Later, a former shipmate of Kerrys in Vietnam who is now a minister, also spoke of Kerrys courage under fire. But that is an appeal to voters that is a two-edged sword. There are many of Kerrys fellow Vietnam veterans who have a different story to tell. Some of them may demonstrate outside the convention hall in Boston. Others will be sponsoring a conference in Boston during the Democrats convention in the hope of dispelling some of the myths anti-war activists, including candidate Kerry, have spread about the Vietnam War.
Vietnam Veterans
A military-history organization is sponsoring a conference entitled Examining the Myths of the Vietnam War that was scheduled to be held at Simmons College in Boston for four days corresponding with the Democrats convention there. Sponsored by the RADIX Foundation, it is being billed as a veteran-funded, non-profit, multicultural and non-political event.
By conducting this conference, says the promotional material, we would . . . like to afford the 15,000 media personnel at the nominating convention an opportunity to hear factual, first-hand accounts of Vietnam as well as some things that many of us have held back for many decades.
Organizers hope to combat those they say have mis-portrayed the history of the Vietnam War.
As Senator John Kerry is about to be nominated for president, in great part based on his Vietnam service, the conference website says, it is important for the American people to understand what Vietnam was really about and to dispel some of the common misconceptions about why we went to war, what we did, what went wrong, and why it mattered.
Many Vietnam veterans have passionately rebutted Kerrys 1971 testimony before the Senate Foreign Relations Committee, in which he made horrific claims about alleged atrocities committed by American service members in Southeast Asia.
But that wont be the end of the Vietnam-Kerry debate during the campaign. A couple of other veterans groups plan to wade into the issue during the campaign. One of them is called Swift Boat Veterans for the Truth, which has a website: www.swiftvets.com. Another is Vietnam Vets for the Truth which has a website at: www.kerrylied.com.

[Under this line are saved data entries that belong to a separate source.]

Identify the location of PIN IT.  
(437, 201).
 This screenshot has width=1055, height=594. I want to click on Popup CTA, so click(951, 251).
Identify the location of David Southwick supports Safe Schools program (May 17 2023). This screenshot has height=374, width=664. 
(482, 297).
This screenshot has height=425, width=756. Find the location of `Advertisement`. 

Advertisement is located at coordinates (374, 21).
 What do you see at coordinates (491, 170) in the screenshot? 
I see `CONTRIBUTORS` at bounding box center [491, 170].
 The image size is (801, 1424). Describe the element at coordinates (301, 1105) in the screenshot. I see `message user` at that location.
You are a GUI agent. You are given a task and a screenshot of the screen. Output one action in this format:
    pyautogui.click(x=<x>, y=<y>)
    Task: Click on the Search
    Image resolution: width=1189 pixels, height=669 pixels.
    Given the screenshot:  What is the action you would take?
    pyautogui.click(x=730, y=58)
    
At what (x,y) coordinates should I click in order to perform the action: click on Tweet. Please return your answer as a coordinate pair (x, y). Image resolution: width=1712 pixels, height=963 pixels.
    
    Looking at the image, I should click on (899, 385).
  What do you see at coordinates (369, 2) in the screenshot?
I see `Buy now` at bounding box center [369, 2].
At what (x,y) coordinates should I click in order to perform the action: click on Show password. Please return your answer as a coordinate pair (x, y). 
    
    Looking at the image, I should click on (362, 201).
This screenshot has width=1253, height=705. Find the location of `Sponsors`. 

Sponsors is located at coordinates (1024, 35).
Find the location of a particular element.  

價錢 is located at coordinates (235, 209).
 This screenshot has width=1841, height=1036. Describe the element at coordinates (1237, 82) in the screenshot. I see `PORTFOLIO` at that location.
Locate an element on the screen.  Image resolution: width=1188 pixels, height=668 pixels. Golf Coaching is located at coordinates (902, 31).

On Fox News Hannity and Colmes show on May 28, Rear Adm. Roy Hoffman (USN, ret.) accused Kerry of being a traitor because of his anti-war activities in the 1970s. Hoffman, the former commander of the Swift Boat force and one-time Kerrys superior officer, is chairman of Swift Boat Veterans for the Truth.
Vietnam Vets for the Truth claims to have been established for the sole purpose of organizing a rally pointing up Kerrys lies during the so-called Winter Soldier hearings in the US Senate in 1971. The rally, called Kerry Lied, will be held on Capitol Hill on Sept. 12.
In spite of the Carter and Clinton rhetoric, the road to the White House looks to get much rougher as the campaign wears on.